The reasons why doctors traditionally take so long to question dogma are complex but we are known to be a rather conservative group of people. As late as 1974, experiments were still being conducted to ascertain whether infants felt pain.

http://www.mjainsight.com..._id=8674&cat=comment

Sympathectomy is a technique about which we have limited knowledge

"Sympathectomy is a technique about which we have limited knowledge, applied to disorders about which we have little understanding." http://www.pfizer.no/templates/Page____886.aspx

our ignorance of the mechanisms for primary hyperhidrosis and of the effect of sympathetic ablation

"These observations further emphasize our ignorance of the mechanisms responsible for primary hyperhidrosis and of the effect of sympathetic ablation on the function of the remaining sympathetic system. "

Statement made by the former President of the International Society of Sympathetic Surgery, (ISSS) and prolific ETS surgeon based in Israel.

Moshe Hashmonai

World J Surg (2011) 35:54–55 DOI 10.1007/s00268-010-0809-5

Cell body reorganization in the spinal cord after elective surgery to treat sweaty palms

The amount of compensatory sweating depends on the patient, the damage that the white rami communicans incurs, and the amount of cell body reorganization in the spinal cord after surgery.
Other potential complications include inadequate resection of the ganglia, gustatory sweating, pneumothorax, cardiac dysfunction, post-operative pain, and finally Horner’s syndrome secondary to resection of the stellate ganglion.
www.ubcmj.com/pdf/ubcmj_2_1_2010_24-29.pdf

After severing the cervical sympathetic trunk, the cells of the cervical sympathetic ganglion undergo transneuronic degeneration
After severing the sympathetic trunk, the cells of its origin undergo complete disintegration within a year.

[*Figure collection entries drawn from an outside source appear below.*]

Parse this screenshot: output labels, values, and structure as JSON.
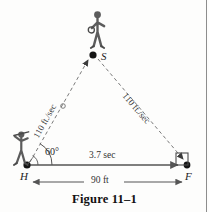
{
  "figure": {
    "caption": "Figure 11–1",
    "type": "geometry-diagram"
  },
  "vertices": [
    {
      "id": "H",
      "label": "H",
      "role": "home-plate",
      "x": 27,
      "y": 165
    },
    {
      "id": "S",
      "label": "S",
      "role": "shortstop",
      "x": 93,
      "y": 55
    },
    {
      "id": "F",
      "label": "F",
      "role": "first-base",
      "x": 187,
      "y": 165
    }
  ],
  "edges": [
    {
      "id": "H-S",
      "from": "H",
      "to": "S",
      "label": "110 ft./sec",
      "style": "dashed",
      "arrow": "to-S",
      "label_rotation_deg": -59
    },
    {
      "id": "S-F",
      "from": "S",
      "to": "F",
      "label": "110 ft./sec",
      "style": "dashed",
      "arrow": "to-F",
      "label_rotation_deg": 48
    },
    {
      "id": "H-F",
      "from": "H",
      "to": "F",
      "label": "3.7 sec",
      "style": "solid",
      "arrow": "to-F"
    }
  ],
  "dimensions": {
    "baseline_label": "90 ft",
    "baseline_arrow": "double",
    "time_label": "3.7 sec"
  },
  "angle": {
    "at_vertex": "H",
    "label": "60°",
    "value_deg": 60
  },
  "figures": [
    {
      "id": "batter",
      "name": "person-batter",
      "at": "H"
    },
    {
      "id": "fielder",
      "name": "person-fielder",
      "at": "S"
    }
  ],
  "marks": {
    "base_square_at": "F",
    "ball_marker_on_HS": true
  },
  "colors": {
    "line": "#555555",
    "dash": "#777777",
    "text": "#1c1c1c",
    "background": "#fdfdfc",
    "rule": "#8d8d8d"
  }
}
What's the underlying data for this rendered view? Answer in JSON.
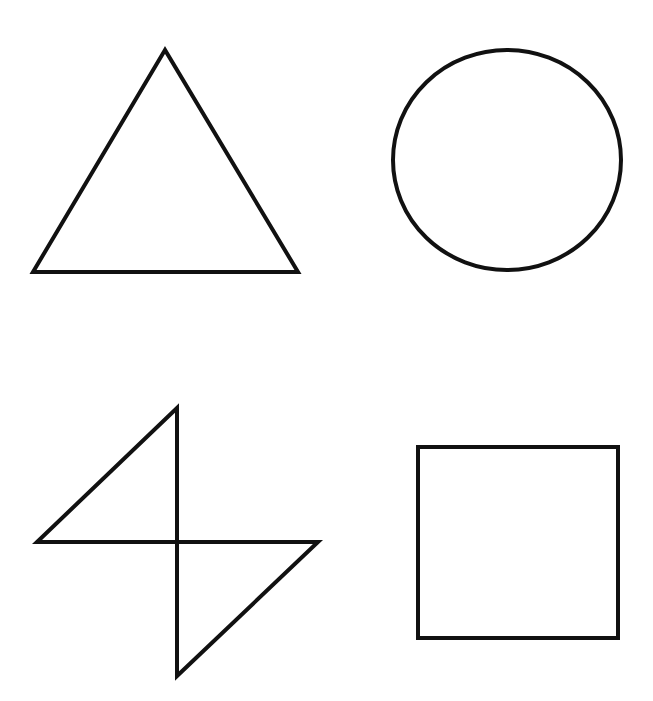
{
  "canvas": {
    "width": 653,
    "height": 701,
    "background": "#ffffff"
  },
  "stroke": {
    "color": "#111111",
    "width": 4
  },
  "shapes": [
    {
      "type": "triangle",
      "points": "165,50 33,272 298,272"
    },
    {
      "type": "circle",
      "cx": 507,
      "cy": 160,
      "rx": 114,
      "ry": 110
    },
    {
      "type": "diamond",
      "points": "177,408 37,542 318,542 177,676"
    },
    {
      "type": "square",
      "x": 418,
      "y": 447,
      "width": 200,
      "height": 191
    }
  ]
}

http://www.date.hu/acta-agraria/2002-08i/welento.pdf



Other potential complications include inadequate resection of the ganglia, gustatory sweating, pneumothorax, cardiac dysfunction, post-operative pain, and finally Horner’s syndrome secondary to resection of the stellate ganglion.
www.ubcmj.com/pdf/ubcmj_2_1_2010_24-29.pdf

cross-inhibitory control of various afferent in the spinal cord

In conclusion, our results suggest that cross-inhibitory control by various afferents in the spinal cord may exist in the feet as well as in the contralateral hand. The release of cross-inhibitory control by T3 sympathicotomy results in vasoconstriction and a decrease of skin temperature on the contralateral hand and the feet.

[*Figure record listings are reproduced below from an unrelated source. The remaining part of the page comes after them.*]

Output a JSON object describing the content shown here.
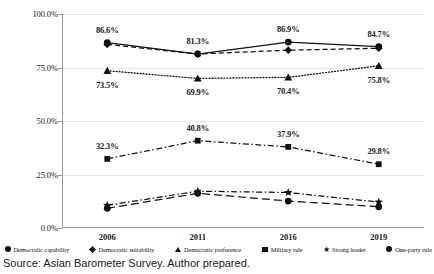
{
  "source_note": "Source: Asian Barometer Survey. Author prepared.",
  "legend": {
    "items": [
      {
        "label": "Democratic capability",
        "marker": "circle-marker"
      },
      {
        "label": "Democratic suitability",
        "marker": "diamond-marker"
      },
      {
        "label": "Democratic preference",
        "marker": "triangle-marker"
      },
      {
        "label": "Military rule",
        "marker": "square-marker"
      },
      {
        "label": "Strong leader",
        "marker": "star-marker"
      },
      {
        "label": "One-party rule",
        "marker": "circle-marker"
      }
    ]
  },
  "chart_data": {
    "type": "line",
    "title": "",
    "xlabel": "",
    "ylabel": "",
    "categories": [
      "2006",
      "2011",
      "2016",
      "2019"
    ],
    "ylim": [
      0,
      100
    ],
    "yticks": [
      0,
      25,
      50,
      75,
      100
    ],
    "ytick_labels": [
      "0.0%",
      "25.0%",
      "50.0%",
      "75.0%",
      "100.0%"
    ],
    "grid": true,
    "legend_position": "bottom",
    "series": [
      {
        "name": "Democratic capability",
        "marker": "circle",
        "line_style": "solid",
        "values": [
          86.6,
          81.3,
          86.9,
          84.7
        ],
        "labels": [
          "86.6%",
          "81.3%",
          "86.9%",
          "84.7%"
        ],
        "labelled": true
      },
      {
        "name": "Democratic suitability",
        "marker": "diamond",
        "line_style": "dashed",
        "values": [
          85.8,
          81.3,
          83.1,
          84.0
        ],
        "labels": [
          "",
          "",
          "",
          ""
        ],
        "labelled": false
      },
      {
        "name": "Democratic preference",
        "marker": "triangle",
        "line_style": "dotted",
        "values": [
          73.5,
          69.9,
          70.4,
          75.8
        ],
        "labels": [
          "73.5%",
          "69.9%",
          "70.4%",
          "75.8%"
        ],
        "labelled": true
      },
      {
        "name": "Military rule",
        "marker": "square",
        "line_style": "dashdot",
        "values": [
          32.3,
          40.8,
          37.9,
          29.8
        ],
        "labels": [
          "32.3%",
          "40.8%",
          "37.9%",
          "29.8%"
        ],
        "labelled": true
      },
      {
        "name": "Strong leader",
        "marker": "star",
        "line_style": "dashdot",
        "values": [
          10.6,
          17.2,
          16.6,
          12.1
        ],
        "labels": [
          "",
          "",
          "",
          ""
        ],
        "labelled": false
      },
      {
        "name": "One-party rule",
        "marker": "circle",
        "line_style": "longdash",
        "values": [
          9.2,
          16.2,
          12.6,
          9.9
        ],
        "labels": [
          "",
          "",
          "",
          ""
        ],
        "labelled": false
      }
    ],
    "data_label_offsets": [
      {
        "series": 0,
        "point": 0,
        "dx": 0,
        "dy": -13
      },
      {
        "series": 0,
        "point": 1,
        "dx": 0,
        "dy": -13
      },
      {
        "series": 0,
        "point": 2,
        "dx": 0,
        "dy": -13
      },
      {
        "series": 0,
        "point": 3,
        "dx": 0,
        "dy": -13
      },
      {
        "series": 2,
        "point": 0,
        "dx": 0,
        "dy": 14
      },
      {
        "series": 2,
        "point": 1,
        "dx": 0,
        "dy": 14
      },
      {
        "series": 2,
        "point": 2,
        "dx": 0,
        "dy": 14
      },
      {
        "series": 2,
        "point": 3,
        "dx": 0,
        "dy": 14
      },
      {
        "series": 3,
        "point": 0,
        "dx": 0,
        "dy": -13
      },
      {
        "series": 3,
        "point": 1,
        "dx": 0,
        "dy": -13
      },
      {
        "series": 3,
        "point": 2,
        "dx": 0,
        "dy": -13
      },
      {
        "series": 3,
        "point": 3,
        "dx": 0,
        "dy": -13
      }
    ]
  }
}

The basic neuronal network for this reciprocal organization is probably located in the spinal level (15). Therefore, the reduction in the contralateral skin temperature may be explained by cross-inhibitory control of various afferent in the spinal cord.
http://www.ncbi.nlm.nih.gov/pmc/articles/PMC2722005/

Contralateral temperature changes of the finger surface during video endoscopic sympathectomy for palmar hyperhidrosis
http://www.ncbi.nlm.nih.gov/pubmed/8832515

gross negligence for recommending surgery that should not have been recommended

Although perhaps strained, the upshot of the decision is that it is now clear beyond doubt that a person can be prosecuted for gross negligence for recommending surgery that should not have been recommended, even if the surgery was itself carried out competently.